If one of the factors in the debate about the interest in international football right now has been how one-sided too many qualifying matches are, there is actually something from those fixtures that could fire the level again come next summer, that could really hold attention.

It is that many of those games are one sided because, well, a group of the great football countries have really hit a stride and suggested something special.

World champions Germany continue to bring through quality player after quality player with a barely a break in performance. Former champions Spain are revitalised and absolutely purring again, having brought their own new generation through. Champions elect France have perhaps the most star-studded team on the planet. Most frequent champions Brazil, then, have been given a new resilience and focus by manager Tite.

And that is before we even get to high-quality next-tier squads like Belgium or Chile… let alone Leo Messi’s Argentina. That the Argentines have struggled to quality still probably says more about their current problems than the state of international football, but this hugely exciting group of challengers does speak to the latter.

This is already set up to be a hugely competitive and compelling World Cup, and one that does mark a break from recent history. It might actually be the closest tournament we’ve had to Euro 2000 in terms of make-up and quality.

That European Championships is commonly seen as high point in international football and one of its greatest ever tournaments because of how many top-class attacking sides were performing at a top level, pushing each other to ever more pulsating and entertaining games. Other events, however, then pushed international football over that peak and into a bit of decline.

The Champions League had been expanded to 32 teams that season for the first time, congesting the calendar, and beginning the gradual move towards the complete domination of the club game.

With star players and the most talented squads thereby often exhausted at the end of long seasons, it meant that the first few international tournaments after the Champions League expansion were more open than ever - but also involved fairly low-quality football. That is one huge reason for the amount of shocks and big teams going out early in the 2002 World Cup, as well as Greece claiming Euro 2004.

The 2002 World Cup was marked by upsets before Brazil triumphed (AFP)

The differences between the smooth cohesion of the best club sides and the more patched-together nature of international sides also became impossible not to notice, until the identity imposed by the country’s coaching as well as a Barcelona core ensured Spain began to hit those levels. They became the first country to win three major competitions in a row with Euro 2008, the 2010 World Cup and Euro 2012, and perhaps the greatest international team ever.

The one great shame of that Spanish era, however, was the lack of a grand showdown; the absence of a truly great rival.

A peak Spain never got to meet a peak Germany, the country who best replicated what the Spanish had done with their youth systems. When they met in 2008 and 2010, it was just too early for Jogi Loew’s side. By the time that German squad came to fruition for the 2014 World Cup, that historic Spain were part of history, they were done.

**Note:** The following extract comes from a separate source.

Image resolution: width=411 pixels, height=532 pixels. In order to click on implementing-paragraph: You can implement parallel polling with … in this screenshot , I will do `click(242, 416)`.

Loew’s team themselves went on to suffer something of a lull in 2016, reflecting something about that tournament in general.

It was open for the wrong reasons, because nobody was really at a top level. Italy were by far the most cohesive and exciting side because of Antonio Conte, but his managerial ability was not matched by the ability of his squad. A reactive and merely well-organised Portugal ended up winning it, in a victory that had many echoes of Greece 2004.

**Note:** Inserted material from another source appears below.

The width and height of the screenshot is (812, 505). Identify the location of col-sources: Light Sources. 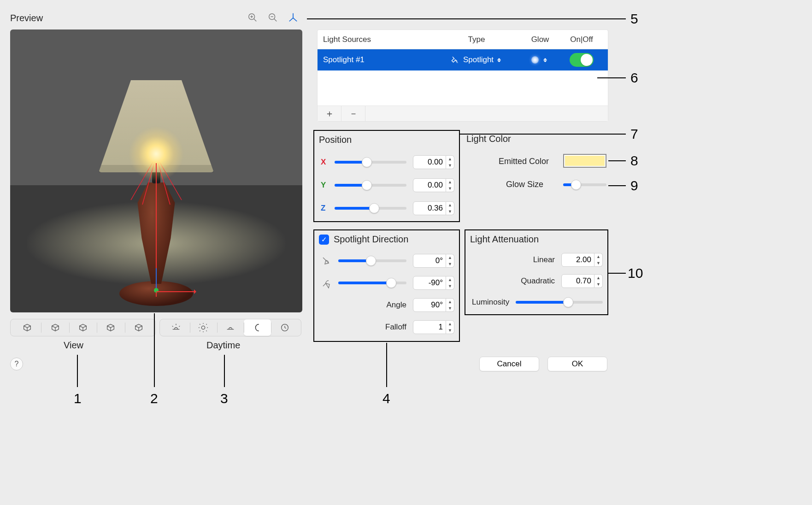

The Spain team were a modern great but never had a true rival (AFP)

It may well be followed by something that echoes Euro 2000. The last year has seen so many of these sides come on too, to the point that it is difficult to pick out a favourite for the World Cup, but thereby so easy to look forward to some properly tantalising games. There are just so many sides on form now.

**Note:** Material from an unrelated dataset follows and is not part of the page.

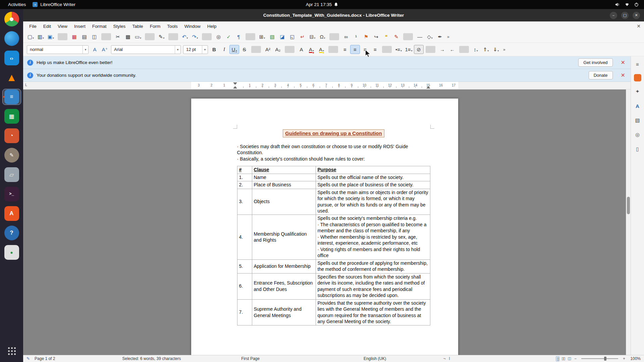  Describe the element at coordinates (323, 37) in the screenshot. I see `special-character-icon: Ω` at that location.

Some of this is ironically down to the forces that have so transformed the club game, and had made it so much more attractive than international football.

Countries like Spain, Germany and France - and to a less economically powerful extent Belgium and Iceland - have essentially industrialised youth production, but the natural ebbs and flows of talent generating does seem to have led to a sweet spot where they all have very exciting generations.

Germany finally saw off Argentina in 2014 (Getty)

The players that Spain, France and Germany could easily leave behind would be stars in most international squads.

Even beyond Europe, though, the very competitiveness of South American qualifiers also fosters the feeling that that continent’s sides will once again enrich a World Cup, offering something missing from Europe.

Then there’s Argentina, and the greatest player in the world. They will suffer a long night of the soul in trying to get to Russia via Ecuador in the early hours of Wednesday morning. After their own harrowing spell of losing three major finals in a row, it does seem like a certain depression has afflicted the squad, and created an anxiety and psychological reticence that has led to them so struggling to score in these qualifiers. So many blanks seem a perfect representation of their very imperfect team mindset.

It still isn’t difficult to imagine that one break, one key result that actually gets them there would release so much, especially with someone like Jorge Sampaoli in charge.

It could further charge next summer’s World Cup, one that should feel a world away from the current international malaise. The stars, so to speak, could very well align.